By Our Reporters
Using his Sunday Monitor Learned View column this week, Prof GW Kanyeihamba has prophesied doom for new IGP Okoth Martins Ochora (aka OMO) urging the already excited members of the public to react cautiously. Under the article titled “Not Everything Gen Kale Kayihura did was wrong,” Kanyeihamba argues that the circumstances that turned OMO’s predecessor Kale Kayihura from the good well-intentioned IGP he set out to be in his first months in office in 2005 to arguably one of the most scorned IGPs in Uganda’s history are still in place and in any case much more prevalent today than then. Kanyeihamba recalls how the original IGP Kayihura was popular, open-minded, consultative and very transparent in his approaches. He wished the best for the Force regarding professionalism and Kanyeihamba discloses being among the finest professionals then new IGP Kayihura invited to the police training facility to give career guidance, inspirational talks and generally speak to the cadet recruits because he wanted them to be all round and disciplined citizens serving in police. He adds that with time reality began setting in and Kayihura gradually shifted “loyalty from serving the country, the people and law to a strange philosophy of serving a political party and its leadership; from God to Caesar.” He adds: “It was then that police began serving individual leaders instead of Ugandans.” Kanyeihamba, who several times publicly clashed with Kayihura over police brutality, adds that having deputized Gen Kale for all these years, OMO is part of the system and that those expecting him to be different are in for disappointment. He wonders why OMO was always silent if he indeed was opposed to the way his boss was leading the force.

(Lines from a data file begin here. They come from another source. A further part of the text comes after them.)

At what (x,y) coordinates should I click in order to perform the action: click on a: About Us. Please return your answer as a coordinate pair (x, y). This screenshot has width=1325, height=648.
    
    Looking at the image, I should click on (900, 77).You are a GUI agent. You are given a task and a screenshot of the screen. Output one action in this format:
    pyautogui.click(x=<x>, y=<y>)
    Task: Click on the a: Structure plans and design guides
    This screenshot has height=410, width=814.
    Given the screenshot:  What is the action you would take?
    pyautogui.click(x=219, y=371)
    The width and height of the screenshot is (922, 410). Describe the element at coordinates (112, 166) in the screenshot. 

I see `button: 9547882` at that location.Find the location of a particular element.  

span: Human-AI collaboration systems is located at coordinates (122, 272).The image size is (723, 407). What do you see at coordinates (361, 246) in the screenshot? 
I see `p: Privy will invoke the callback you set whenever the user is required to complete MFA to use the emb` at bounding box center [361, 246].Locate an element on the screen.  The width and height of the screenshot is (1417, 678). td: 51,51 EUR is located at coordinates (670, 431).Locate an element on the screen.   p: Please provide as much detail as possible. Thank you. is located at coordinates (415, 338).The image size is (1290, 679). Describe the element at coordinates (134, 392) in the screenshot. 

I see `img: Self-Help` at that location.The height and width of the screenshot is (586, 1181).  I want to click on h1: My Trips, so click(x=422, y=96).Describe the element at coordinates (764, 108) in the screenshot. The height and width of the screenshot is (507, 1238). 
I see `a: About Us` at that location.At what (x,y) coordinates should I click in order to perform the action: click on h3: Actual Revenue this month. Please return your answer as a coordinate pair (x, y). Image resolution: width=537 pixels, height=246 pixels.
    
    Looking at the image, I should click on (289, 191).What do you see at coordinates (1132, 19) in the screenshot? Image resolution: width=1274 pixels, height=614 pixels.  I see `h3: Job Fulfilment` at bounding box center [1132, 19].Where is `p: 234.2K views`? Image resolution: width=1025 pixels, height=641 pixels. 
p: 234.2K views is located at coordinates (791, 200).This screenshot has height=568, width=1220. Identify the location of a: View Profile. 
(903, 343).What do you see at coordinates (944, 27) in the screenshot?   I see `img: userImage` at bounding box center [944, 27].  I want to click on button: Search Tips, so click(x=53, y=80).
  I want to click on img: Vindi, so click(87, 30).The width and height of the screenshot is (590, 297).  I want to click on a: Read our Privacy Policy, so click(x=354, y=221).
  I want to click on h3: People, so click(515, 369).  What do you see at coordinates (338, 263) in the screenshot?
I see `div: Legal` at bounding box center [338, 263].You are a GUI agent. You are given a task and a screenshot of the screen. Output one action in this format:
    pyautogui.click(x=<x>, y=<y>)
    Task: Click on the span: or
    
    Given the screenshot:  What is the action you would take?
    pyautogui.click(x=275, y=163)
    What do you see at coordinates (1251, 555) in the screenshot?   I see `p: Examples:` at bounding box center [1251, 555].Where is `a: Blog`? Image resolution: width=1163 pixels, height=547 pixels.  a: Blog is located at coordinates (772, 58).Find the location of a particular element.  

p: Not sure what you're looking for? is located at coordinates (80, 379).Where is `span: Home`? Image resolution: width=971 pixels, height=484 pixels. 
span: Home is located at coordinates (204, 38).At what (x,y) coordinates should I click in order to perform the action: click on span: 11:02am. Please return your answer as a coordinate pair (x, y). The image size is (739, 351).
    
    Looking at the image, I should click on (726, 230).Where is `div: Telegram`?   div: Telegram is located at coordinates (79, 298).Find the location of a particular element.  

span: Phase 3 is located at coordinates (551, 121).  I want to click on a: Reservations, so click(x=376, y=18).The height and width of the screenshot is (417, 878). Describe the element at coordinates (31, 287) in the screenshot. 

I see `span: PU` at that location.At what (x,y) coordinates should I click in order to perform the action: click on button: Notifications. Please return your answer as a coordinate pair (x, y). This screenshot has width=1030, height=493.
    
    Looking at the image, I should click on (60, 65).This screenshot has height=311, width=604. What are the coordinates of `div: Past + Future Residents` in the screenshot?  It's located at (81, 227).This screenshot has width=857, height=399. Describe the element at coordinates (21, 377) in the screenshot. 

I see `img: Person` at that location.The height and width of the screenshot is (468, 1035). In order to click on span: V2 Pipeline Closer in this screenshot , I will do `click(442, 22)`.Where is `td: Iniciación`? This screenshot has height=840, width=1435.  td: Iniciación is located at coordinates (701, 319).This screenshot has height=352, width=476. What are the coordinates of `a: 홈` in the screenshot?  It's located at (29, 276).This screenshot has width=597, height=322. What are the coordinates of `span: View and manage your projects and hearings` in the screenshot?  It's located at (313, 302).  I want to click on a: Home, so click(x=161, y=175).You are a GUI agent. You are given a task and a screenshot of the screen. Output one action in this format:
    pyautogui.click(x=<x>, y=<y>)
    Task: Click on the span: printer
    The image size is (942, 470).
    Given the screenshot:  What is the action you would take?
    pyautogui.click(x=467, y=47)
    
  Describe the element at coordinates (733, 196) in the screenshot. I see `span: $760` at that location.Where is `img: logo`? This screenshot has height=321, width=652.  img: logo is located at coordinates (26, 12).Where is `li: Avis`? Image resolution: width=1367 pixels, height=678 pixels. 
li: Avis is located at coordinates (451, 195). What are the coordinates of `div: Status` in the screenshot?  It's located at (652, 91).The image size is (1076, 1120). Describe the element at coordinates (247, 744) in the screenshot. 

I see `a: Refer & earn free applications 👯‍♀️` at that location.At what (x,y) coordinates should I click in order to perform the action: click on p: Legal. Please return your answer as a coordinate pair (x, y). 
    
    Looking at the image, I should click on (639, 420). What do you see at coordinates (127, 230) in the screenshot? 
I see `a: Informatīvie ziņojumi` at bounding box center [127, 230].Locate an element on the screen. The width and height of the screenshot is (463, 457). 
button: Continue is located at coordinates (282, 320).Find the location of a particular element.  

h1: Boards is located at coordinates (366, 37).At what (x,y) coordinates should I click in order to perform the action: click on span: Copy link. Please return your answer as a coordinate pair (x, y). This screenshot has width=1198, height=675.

Kanyeihamba says whereas the public is very much excited with the OMO era changes, the new IGP has already made a very big blunder which is to so quickly reverse the transfers of officers Kayihura had undertaken in his last days on the job. Referring to the possibility of these very transferred officers cajoling their new boss to reverse his predecessor’s transfers, Kanyeihamba says such reversal is supposed to sadden sections of the public that had celebrated those very transfers when Kayihura first announced them. Kanyeihamba discloses writing a letter congratulating OMO but maintains that, his professionalism notwithstanding, not much should be expected from Ochora. The elderly Professor submits that the reversal of those transfers should have been preceded by wide consultations including with Ochora’s predecessor-short of that mistakes are bound to be make that Ochora might regret in future. He also argues that with an overbearing all powerful deputy in the person of Brig Mzee Sabiiti, Ochora is destined to gradually descend into “a mere shadow behind the throne.” Do you agree with the law professor’s harsh observations on the new IGP?